For the last week since the election, the overarching message to the Republican Party has been: "ADAPT OR DIE". There have been numerous articles and essays showing how demographic trends are going to make it more and more difficult for the party of old, white, Christian men to be relevant in 21st-century America. Already, you're seeing a partial understanding of this as the Establishment faction of the party pivots on immigration reform. But you're also seeing a retrenchment among the most hardcore social conservatives, invoking the tried-and-true(-and-failed) refrain of "We lost because we weren't conservative enough!"
So...grab some popcorn and stay tuned in for the next couple of years because you're in for some fireworks as the GOP gears up for a civil war in its ranks between the small but still extant Moderate Wing, the Establishment Wing and the God Wing.
If the Moderates win, the GOP could be back as a relevant challenger and peel off support among conservative and pragmatic Dems, even as the centerpoint of the mainstream skews left.
If the Establishment wins, the GOP will still be a rump party for a while but I think will try to become broadly pro-Hispanic and rely on the strong correlation between Hispanics and Catholicism to bolster support for some social conservative issues like abortion and gay marriage. They'll lose a lot of the nativists, old-school racists and rabid Protestant Bible-beaters, but then there's not much of a place for those folks to go--might jump to a further-right party like the Constitution Party.
If the God wing wins....the GOP could be headed to the political dustbin within a couple of decades, to join the Whigs, Prohibitionists and Free Soilers.
My personal hope is either for the 1st or 3rd outcome. The former because a balanced, rational party of fiscal conservatism and socially laissez-faire would be a welcome thing in the US political system and a good counterbalance to the inevitable excesses of a long period of Democratic dominance. The latter because nature abhors a vacuum -- if the GOP closed up shop (or withered to the point of irrelevance), the Dems would eventually splinter (hopefully into more than a two-party paradigm).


Copy, from the material below, every line in which the word "this" can be found.

**EXCERPTED DATA**
☆ ☆ ☆
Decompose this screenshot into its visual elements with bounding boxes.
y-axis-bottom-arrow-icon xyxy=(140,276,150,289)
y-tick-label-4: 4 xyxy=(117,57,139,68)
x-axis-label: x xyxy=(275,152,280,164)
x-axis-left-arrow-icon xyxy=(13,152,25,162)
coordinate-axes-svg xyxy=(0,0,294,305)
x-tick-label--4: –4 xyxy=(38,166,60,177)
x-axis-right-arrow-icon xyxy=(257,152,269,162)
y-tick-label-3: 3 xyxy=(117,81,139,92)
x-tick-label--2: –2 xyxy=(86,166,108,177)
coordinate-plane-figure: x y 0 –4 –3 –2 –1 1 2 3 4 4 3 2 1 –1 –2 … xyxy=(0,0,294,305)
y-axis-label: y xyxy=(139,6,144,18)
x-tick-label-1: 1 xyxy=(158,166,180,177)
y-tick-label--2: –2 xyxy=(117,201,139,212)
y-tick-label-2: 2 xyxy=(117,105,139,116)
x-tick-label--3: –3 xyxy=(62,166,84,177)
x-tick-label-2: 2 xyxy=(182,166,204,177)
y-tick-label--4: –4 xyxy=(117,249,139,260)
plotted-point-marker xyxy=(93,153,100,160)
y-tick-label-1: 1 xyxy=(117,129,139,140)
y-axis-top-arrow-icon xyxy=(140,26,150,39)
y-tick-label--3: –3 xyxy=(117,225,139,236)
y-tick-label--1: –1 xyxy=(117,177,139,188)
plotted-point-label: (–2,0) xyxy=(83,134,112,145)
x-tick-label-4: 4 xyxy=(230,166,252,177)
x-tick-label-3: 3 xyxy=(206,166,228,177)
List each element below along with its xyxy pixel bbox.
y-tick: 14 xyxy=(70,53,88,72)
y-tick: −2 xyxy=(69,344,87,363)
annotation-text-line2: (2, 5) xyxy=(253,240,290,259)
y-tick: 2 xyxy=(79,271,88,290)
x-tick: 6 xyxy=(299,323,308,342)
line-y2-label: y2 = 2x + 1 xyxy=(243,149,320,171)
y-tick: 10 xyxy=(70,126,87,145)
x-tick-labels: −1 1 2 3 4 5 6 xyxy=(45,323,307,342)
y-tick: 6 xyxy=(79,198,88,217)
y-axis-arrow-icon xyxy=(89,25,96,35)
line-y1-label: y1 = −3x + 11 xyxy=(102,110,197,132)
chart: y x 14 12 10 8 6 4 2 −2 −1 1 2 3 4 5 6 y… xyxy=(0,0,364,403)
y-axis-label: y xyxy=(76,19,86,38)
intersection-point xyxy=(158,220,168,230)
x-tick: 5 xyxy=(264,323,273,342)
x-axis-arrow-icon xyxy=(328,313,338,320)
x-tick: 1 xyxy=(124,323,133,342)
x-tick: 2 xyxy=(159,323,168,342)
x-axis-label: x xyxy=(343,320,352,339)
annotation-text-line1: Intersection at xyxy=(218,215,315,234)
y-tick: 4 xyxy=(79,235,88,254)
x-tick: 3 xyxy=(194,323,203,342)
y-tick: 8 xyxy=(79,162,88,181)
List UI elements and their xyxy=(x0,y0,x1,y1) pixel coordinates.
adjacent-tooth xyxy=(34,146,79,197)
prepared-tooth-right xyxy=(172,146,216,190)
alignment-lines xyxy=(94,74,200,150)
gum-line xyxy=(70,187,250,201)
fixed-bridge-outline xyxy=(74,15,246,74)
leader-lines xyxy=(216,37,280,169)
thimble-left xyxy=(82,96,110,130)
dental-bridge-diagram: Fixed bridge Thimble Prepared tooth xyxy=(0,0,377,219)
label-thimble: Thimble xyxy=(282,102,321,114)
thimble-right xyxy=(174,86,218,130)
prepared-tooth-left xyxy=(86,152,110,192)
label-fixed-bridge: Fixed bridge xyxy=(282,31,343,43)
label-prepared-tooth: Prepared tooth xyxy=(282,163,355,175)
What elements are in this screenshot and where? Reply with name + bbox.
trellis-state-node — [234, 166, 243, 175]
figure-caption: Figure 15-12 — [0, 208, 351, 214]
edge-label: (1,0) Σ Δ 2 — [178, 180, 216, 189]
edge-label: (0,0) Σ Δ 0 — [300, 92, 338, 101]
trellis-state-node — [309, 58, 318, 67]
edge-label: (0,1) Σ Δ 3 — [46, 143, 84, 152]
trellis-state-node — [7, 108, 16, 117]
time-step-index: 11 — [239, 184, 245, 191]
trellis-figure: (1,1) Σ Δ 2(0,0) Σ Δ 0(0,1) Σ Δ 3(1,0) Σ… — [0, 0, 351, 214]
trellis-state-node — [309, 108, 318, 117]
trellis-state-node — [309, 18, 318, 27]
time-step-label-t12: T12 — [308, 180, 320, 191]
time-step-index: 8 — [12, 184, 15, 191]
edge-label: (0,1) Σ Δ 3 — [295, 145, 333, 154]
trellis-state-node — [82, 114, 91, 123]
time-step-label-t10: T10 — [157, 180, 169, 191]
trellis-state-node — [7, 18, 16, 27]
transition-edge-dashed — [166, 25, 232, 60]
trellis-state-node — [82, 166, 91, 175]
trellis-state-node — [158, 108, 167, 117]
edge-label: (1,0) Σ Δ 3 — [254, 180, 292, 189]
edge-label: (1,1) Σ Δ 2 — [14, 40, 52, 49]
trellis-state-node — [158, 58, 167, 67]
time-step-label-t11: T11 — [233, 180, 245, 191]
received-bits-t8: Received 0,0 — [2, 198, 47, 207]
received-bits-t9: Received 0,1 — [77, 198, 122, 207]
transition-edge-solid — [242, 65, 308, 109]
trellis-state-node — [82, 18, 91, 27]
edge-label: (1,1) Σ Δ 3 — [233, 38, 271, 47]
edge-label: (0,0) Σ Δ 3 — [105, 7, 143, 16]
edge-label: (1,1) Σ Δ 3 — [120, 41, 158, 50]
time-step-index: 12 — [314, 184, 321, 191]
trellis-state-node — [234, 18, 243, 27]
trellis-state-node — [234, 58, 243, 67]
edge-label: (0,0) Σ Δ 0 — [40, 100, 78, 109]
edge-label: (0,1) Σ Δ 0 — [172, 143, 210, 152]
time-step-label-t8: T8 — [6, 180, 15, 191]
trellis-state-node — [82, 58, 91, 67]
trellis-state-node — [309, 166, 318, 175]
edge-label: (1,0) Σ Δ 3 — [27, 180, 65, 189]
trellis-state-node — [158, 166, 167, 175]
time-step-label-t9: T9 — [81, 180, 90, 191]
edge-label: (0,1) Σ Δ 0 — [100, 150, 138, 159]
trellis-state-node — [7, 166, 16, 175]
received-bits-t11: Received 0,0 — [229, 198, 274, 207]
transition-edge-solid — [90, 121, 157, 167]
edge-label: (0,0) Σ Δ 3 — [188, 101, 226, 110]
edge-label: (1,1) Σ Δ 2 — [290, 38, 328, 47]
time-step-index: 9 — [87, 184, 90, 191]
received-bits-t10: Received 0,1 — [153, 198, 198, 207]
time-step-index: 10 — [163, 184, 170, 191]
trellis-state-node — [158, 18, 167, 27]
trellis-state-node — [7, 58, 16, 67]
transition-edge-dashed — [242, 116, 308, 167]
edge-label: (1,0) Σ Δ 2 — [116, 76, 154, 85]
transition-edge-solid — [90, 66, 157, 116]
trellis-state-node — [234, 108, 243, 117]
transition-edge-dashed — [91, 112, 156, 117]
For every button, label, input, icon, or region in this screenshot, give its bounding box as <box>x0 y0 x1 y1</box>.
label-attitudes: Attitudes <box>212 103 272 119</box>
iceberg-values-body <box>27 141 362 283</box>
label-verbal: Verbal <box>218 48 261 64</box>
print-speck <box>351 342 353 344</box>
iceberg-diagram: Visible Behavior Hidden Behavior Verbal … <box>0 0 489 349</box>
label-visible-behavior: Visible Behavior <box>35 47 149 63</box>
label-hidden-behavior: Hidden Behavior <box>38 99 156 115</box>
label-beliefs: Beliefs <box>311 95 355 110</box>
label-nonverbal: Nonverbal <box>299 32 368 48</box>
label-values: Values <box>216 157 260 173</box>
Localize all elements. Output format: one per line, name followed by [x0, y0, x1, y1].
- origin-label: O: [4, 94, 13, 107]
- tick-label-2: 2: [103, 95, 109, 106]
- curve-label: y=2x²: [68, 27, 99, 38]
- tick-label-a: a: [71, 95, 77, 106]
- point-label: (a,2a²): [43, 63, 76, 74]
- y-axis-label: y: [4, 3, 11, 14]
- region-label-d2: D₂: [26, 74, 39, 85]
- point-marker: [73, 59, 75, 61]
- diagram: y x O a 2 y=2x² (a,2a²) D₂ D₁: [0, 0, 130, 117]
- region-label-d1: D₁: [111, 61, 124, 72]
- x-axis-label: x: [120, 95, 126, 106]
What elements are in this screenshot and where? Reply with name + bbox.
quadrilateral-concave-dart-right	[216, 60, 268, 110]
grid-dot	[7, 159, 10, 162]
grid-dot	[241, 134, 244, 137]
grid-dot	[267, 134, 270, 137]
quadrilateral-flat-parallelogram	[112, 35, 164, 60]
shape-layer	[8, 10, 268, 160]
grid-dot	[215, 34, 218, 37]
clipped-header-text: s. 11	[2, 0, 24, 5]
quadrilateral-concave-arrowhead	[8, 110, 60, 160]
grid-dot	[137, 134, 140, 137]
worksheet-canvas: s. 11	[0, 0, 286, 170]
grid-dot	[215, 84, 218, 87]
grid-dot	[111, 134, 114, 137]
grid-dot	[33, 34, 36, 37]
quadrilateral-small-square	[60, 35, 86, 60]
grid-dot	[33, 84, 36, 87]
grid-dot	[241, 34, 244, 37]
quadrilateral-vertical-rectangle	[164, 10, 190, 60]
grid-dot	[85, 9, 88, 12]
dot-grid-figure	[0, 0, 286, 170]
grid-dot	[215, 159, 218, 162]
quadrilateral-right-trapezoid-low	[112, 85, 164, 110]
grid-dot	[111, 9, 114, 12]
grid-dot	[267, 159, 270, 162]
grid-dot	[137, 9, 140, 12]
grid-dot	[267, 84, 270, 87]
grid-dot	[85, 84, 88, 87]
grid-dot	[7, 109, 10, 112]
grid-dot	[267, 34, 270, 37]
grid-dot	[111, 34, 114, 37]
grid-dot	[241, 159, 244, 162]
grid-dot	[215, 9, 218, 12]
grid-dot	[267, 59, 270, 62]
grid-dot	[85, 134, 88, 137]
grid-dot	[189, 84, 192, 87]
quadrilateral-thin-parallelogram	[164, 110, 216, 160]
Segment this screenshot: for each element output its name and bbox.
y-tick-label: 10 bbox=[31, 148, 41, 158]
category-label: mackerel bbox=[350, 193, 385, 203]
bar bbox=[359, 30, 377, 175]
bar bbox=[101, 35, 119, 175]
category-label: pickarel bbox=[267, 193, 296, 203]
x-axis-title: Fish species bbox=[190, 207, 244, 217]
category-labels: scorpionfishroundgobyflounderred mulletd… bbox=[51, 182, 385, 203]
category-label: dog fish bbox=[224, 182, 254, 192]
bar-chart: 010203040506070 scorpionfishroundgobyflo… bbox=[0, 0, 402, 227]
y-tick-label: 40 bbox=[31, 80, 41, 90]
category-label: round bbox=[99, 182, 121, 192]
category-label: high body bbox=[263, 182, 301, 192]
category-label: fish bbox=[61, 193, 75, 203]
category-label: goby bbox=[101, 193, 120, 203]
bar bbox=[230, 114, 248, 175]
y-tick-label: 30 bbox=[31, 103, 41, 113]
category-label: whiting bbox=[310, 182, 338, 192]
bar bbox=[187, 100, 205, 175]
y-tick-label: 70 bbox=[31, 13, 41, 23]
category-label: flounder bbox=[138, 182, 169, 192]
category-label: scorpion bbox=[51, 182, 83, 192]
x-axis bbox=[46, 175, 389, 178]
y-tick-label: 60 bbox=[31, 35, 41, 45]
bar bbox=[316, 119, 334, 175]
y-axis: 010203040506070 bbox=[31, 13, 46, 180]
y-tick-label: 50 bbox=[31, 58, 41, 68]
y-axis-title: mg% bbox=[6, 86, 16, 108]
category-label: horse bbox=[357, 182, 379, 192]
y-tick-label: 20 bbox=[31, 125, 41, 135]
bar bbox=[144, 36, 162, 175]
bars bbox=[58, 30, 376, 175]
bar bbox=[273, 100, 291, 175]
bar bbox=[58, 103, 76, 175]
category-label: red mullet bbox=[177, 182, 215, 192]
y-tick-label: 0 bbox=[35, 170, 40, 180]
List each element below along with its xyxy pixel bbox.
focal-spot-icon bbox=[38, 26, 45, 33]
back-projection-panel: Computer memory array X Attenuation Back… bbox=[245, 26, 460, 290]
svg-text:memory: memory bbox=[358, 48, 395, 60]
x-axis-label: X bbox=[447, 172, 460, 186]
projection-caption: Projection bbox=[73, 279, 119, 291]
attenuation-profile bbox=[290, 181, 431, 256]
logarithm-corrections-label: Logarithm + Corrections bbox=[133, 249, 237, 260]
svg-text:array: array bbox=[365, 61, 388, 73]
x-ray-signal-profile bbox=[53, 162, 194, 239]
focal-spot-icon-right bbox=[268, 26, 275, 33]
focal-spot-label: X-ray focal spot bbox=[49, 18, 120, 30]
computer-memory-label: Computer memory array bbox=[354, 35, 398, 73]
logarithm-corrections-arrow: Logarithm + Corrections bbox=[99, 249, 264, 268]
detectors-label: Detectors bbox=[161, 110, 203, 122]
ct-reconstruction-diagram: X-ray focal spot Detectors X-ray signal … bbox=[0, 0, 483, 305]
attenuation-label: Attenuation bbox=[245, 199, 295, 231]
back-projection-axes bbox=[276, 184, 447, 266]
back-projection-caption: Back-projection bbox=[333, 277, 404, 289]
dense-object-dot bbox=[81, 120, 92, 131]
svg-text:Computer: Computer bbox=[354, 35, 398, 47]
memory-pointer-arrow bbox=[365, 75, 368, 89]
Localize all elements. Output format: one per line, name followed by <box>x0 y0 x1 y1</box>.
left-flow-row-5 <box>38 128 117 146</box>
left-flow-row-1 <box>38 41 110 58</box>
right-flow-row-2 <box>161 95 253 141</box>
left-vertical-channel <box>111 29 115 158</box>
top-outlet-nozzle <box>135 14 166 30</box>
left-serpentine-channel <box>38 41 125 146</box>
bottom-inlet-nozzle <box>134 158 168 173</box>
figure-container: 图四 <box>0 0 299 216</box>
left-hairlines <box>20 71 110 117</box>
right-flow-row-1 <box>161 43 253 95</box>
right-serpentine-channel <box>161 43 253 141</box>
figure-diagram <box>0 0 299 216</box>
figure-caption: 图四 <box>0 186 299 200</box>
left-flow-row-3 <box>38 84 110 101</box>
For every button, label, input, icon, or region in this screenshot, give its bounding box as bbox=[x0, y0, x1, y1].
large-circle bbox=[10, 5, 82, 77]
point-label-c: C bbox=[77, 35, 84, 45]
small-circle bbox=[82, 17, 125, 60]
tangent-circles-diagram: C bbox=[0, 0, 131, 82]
☆ ☆ ☆
**ANSWER SPACE**
Decompose this screenshot into its visual elements with bounding boxes.
What elements are in this screenshot and where? Reply with name + bbox.
For every button, label, input, icon, or region in this screenshot, give its bounding box as <box>x0 y0 x1 y1</box>.
What elements are in this screenshot and where? Reply with name + bbox.
Segment this screenshot: for each element output its name and bbox.
For every button, label, input, icon, or region in this screenshot, give its bounding box as bbox=[x0, y0, x1, y1].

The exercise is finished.